WHAT IS EXPECTED:
Copy nothing but the line with "The width and" and the lines that follow it to the end of the entries below, and keep the pictures out.

Saved data entries:
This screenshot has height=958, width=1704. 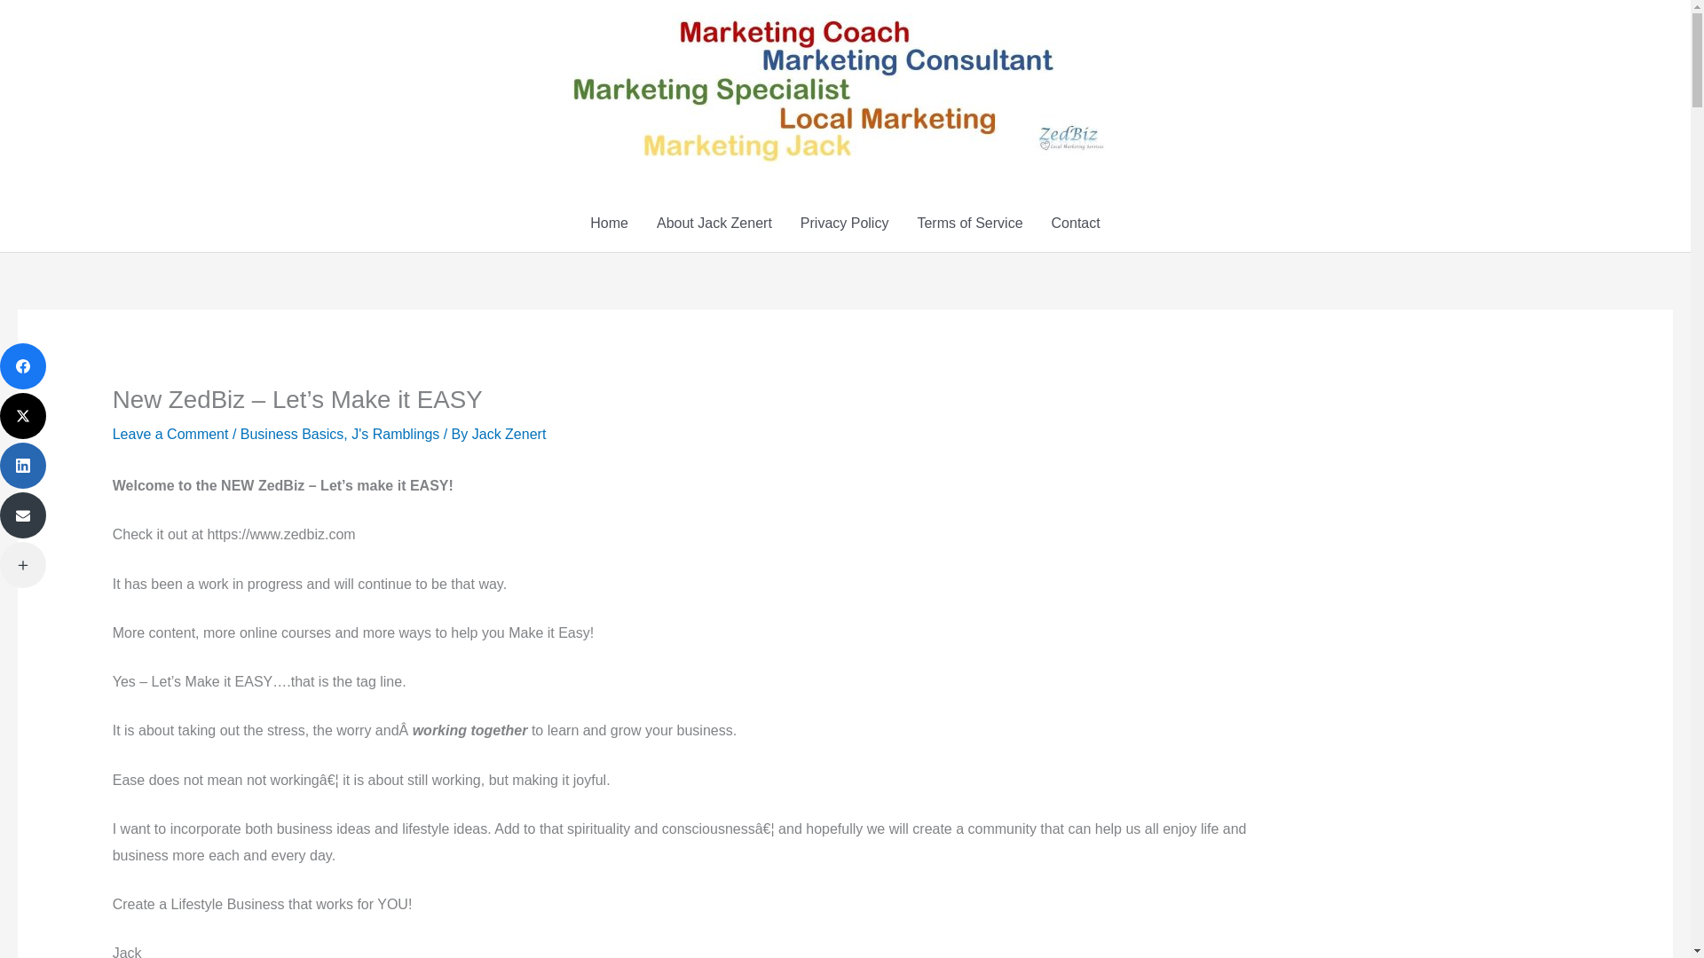 What do you see at coordinates (291, 433) in the screenshot?
I see `Business Basics` at bounding box center [291, 433].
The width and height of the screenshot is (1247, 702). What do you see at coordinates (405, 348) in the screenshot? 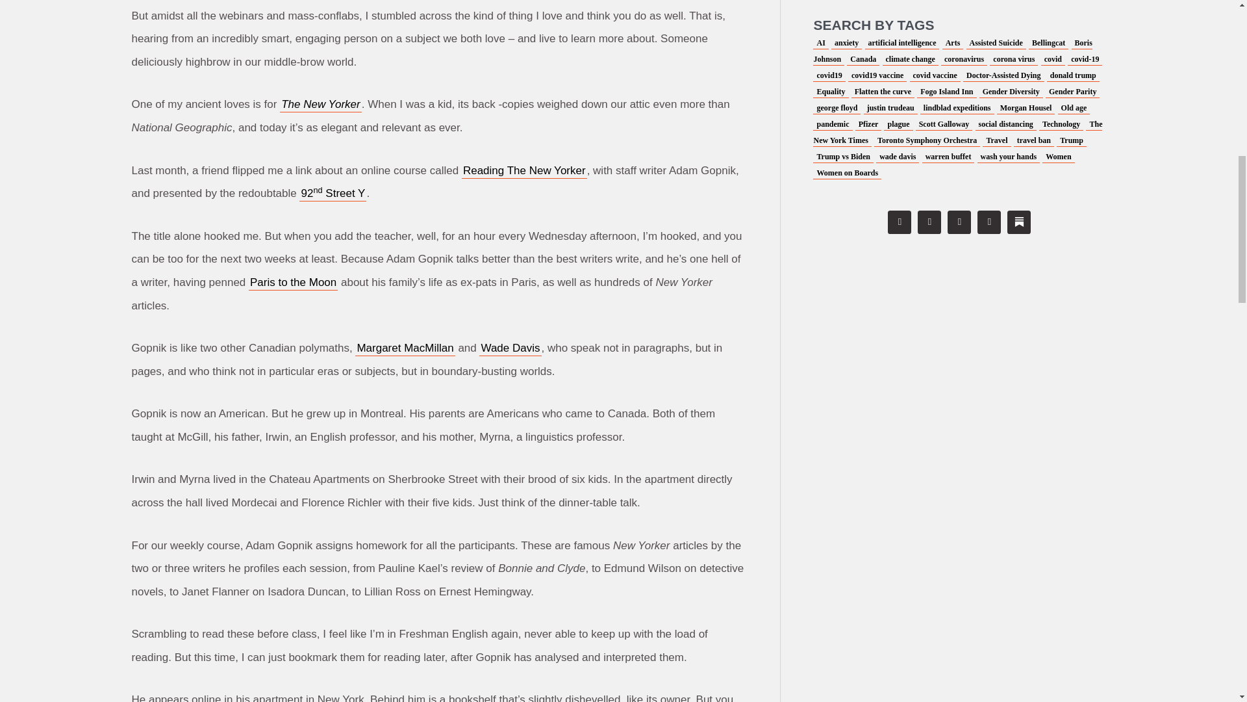
I see `Margaret MacMillan` at bounding box center [405, 348].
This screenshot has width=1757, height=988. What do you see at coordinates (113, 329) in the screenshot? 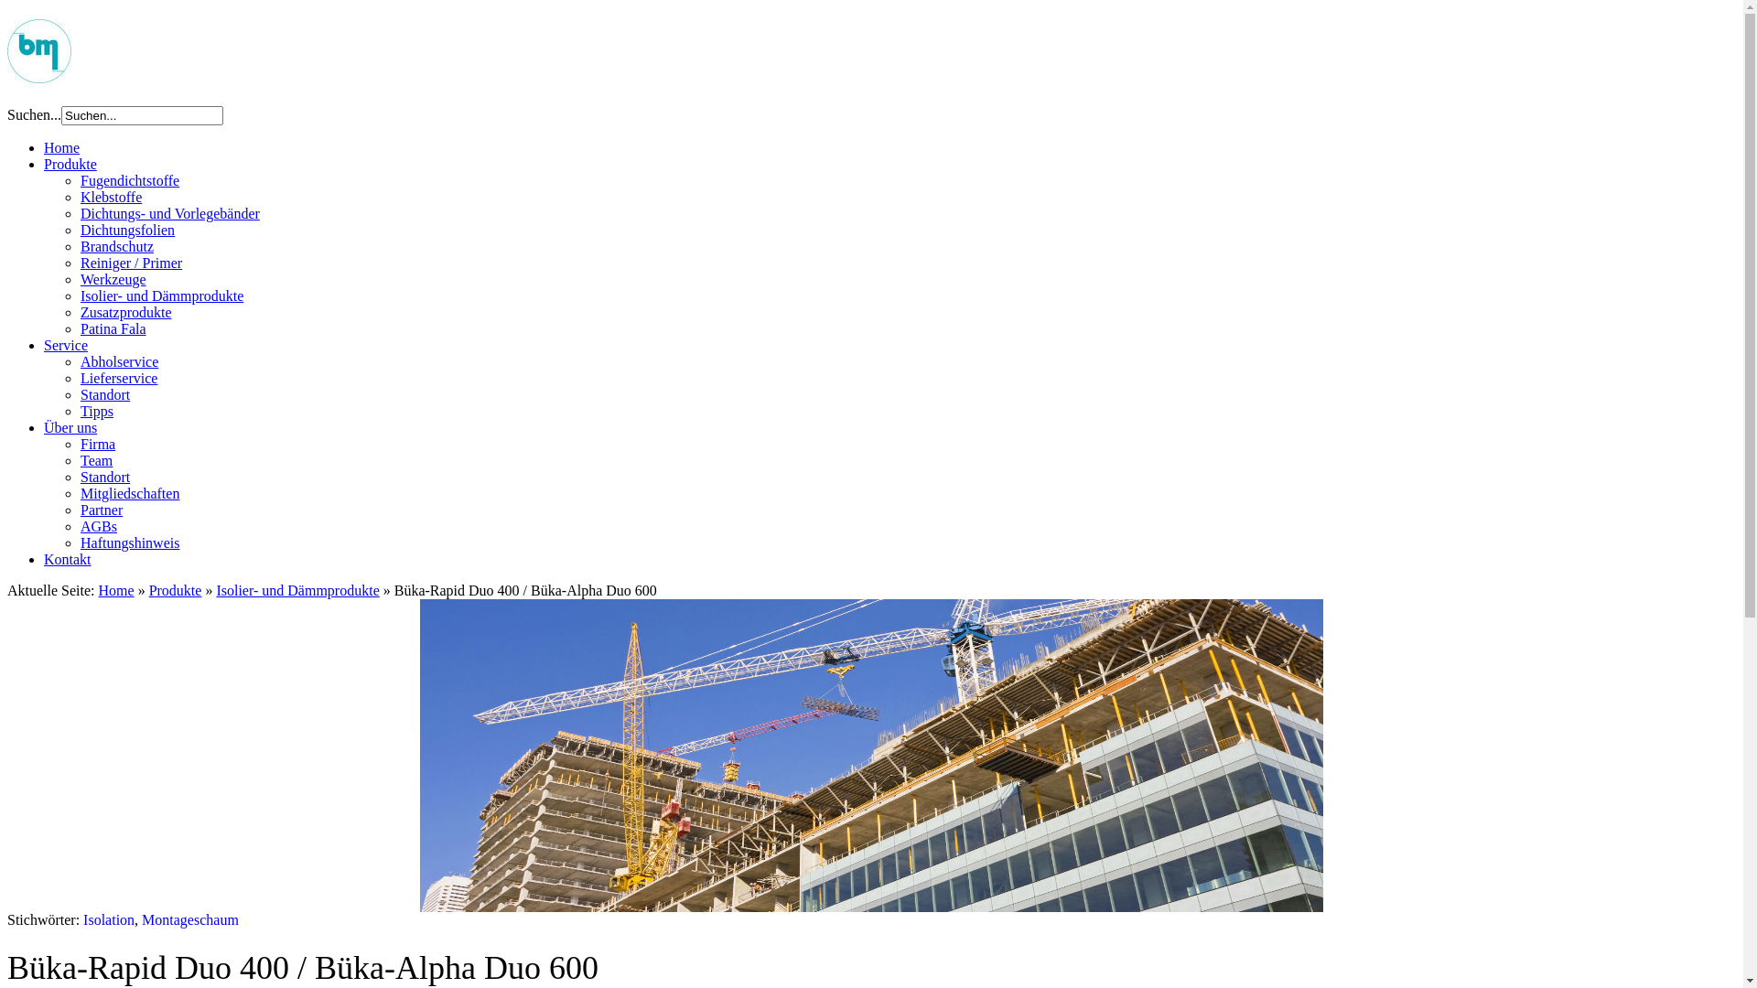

ANSWER AREA:
The width and height of the screenshot is (1247, 702). What do you see at coordinates (405, 348) in the screenshot? 
I see `Margaret MacMillan` at bounding box center [405, 348].
This screenshot has width=1757, height=988. What do you see at coordinates (113, 329) in the screenshot? 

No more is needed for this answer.